Children are the poorest age group 

  • Poverty is found more amongst the children as compared to the adults.  
  • Children are still the poorest age group, with more than one in five (21.8 per cent) children being poor, compared to around one in seven adults (13.9 per cent). 
  • There are around 9.7 crore poor children in India.

More poor in rural areas 

  • The percentage of people who are poor is 21.2 per cent in rural areas compared with 5.5 per cent in urban areas
  • Rural areas account for nearly 90 percent of poor people and  205 million of the nearly 229 million poor people live in rural areas

Poverty more in female headed households 

  • About 19.7 percent of people living in female-headed households live in poverty compared with 15.9 per cent in male-headed households.

Performance of the States

  • Only West Bengal was successful in coming out of the  list of 10 poorest state list prepared in  2015/16.
  • The other 9 poorest states of India are Bihar, Jharkhand, Meghalaya, Madhya Pradesh, Uttar Pradesh, Assam, Odisha, Chhattisgarh and Rajasthan.
  • Across states and union territories the fastest reduction of poverty in relative terms was in Goa, followed by Jammu and Kashmir, Andhra Pradesh, Chhattisgarh and Rajasthan.

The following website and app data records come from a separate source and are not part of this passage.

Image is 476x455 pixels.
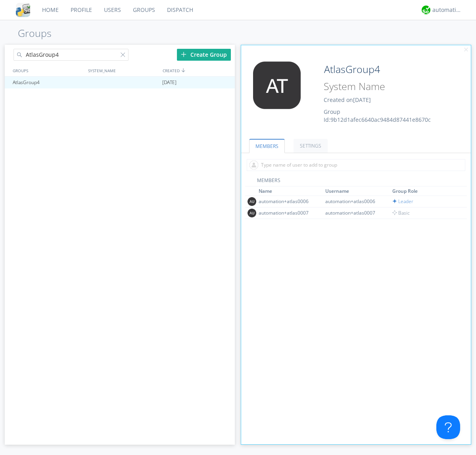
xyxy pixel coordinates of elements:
[324,108,431,124] span: Group Id: 9b12d1afec6640ac9484d87441e8670c
[86,65,161,76] div: SYSTEM_NAME
[463,47,469,53] img: cancel.svg
[248,197,256,206] img: 373638.png
[421,6,431,14] img: d2d01cd9b4174d08988066c6d424eccd
[177,49,231,60] div: Create Group
[245,177,468,187] div: MEMBERS
[181,52,187,58] img: plus.svg
[293,139,328,153] a: SETTINGS
[326,198,385,205] div: automation+atlas0006
[14,49,129,60] input: Search groups
[11,77,84,88] div: AtlasGroup4
[321,79,449,94] input: System Name
[432,6,462,14] div: automation+atlas
[321,61,449,77] input: Group Name
[391,187,458,196] th: Toggle SortBy
[247,159,465,171] input: Type name of user to add to group
[326,210,385,216] div: automation+atlas0007
[392,210,410,216] span: Basic
[248,209,256,217] img: 373638.png
[353,96,371,104] span: [DATE]
[324,187,391,196] th: Toggle SortBy
[259,198,318,205] div: automation+atlas0006
[11,65,84,76] div: GROUPS
[436,416,460,439] iframe: Toggle Customer Support
[392,198,413,205] span: Leader
[259,210,318,216] div: automation+atlas0007
[324,96,371,104] span: Created on
[5,77,235,88] a: AtlasGroup4[DATE]
[249,139,285,153] a: MEMBERS
[257,187,325,196] th: Toggle SortBy
[162,77,176,88] span: [DATE]
[16,3,30,17] img: cddb5a64eb264b2086981ab96f4c1ba7
[161,65,236,76] div: CREATED
[247,61,306,110] img: 373638.png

What is Multidimensional poverty Index? 

  • Multidimensional poverty assessments aim to measure the non-income based dimensions of poverty, to provide a more comprehensive assessment of the extent of poverty and deprivation.
  • The Index measures a person’s deprivation across three dimensions and 10 indicators:  health (child mortality, nutrition), education (years of schooling, enrollment), and living standards (water, sanitation, electricity, cooking fuel, and assets). 
  • It first identifies which of these 10 deprivations each household experiences, then identifies households as poor if they suffer deprivations across one -third or more of the weighted indicators.

The Index reflects deprivations on the following indicators:

  1. Adult(under 70 years) or child  being malnourished
  2. Death of any Child (under age of 18 years) within the household in the  last 5 years
  3. No household member aged above 6 years has completed at least six years of schooling 
  4. Disrupted or curtailed schooling (a minimum of years 1-8)
  5. Any child of the family who is not attending  school upto the age at which he/she would have  completed class eight study
  6. Lack of access to safe drinking water
  7. Lack of access to basic sanitation services
  8. Lack of access to clean cooking fuel
  9. Lack of basic modern assets (radio, TV, telephone, computer, bike, motorbike, etc.)
  10. Lack of access to reliable electricity

United Nations Development Programme (UNDP)

It was set up by the United Nation General Assembly on 22 November 1965. 

It help the countries in developing their own solutions  on the issues of; 

  •  Sustainable Development,
  • Democratic governance and peace building,  and 
  • Climate and Disaster resilience.  

Headquarters: New York City, United States 

Reports 

  • It publishes a Human Development Report every year.
  • It also publishes the Multidimensional Poverty Index with the Oxford Poverty and Human Development Initiative.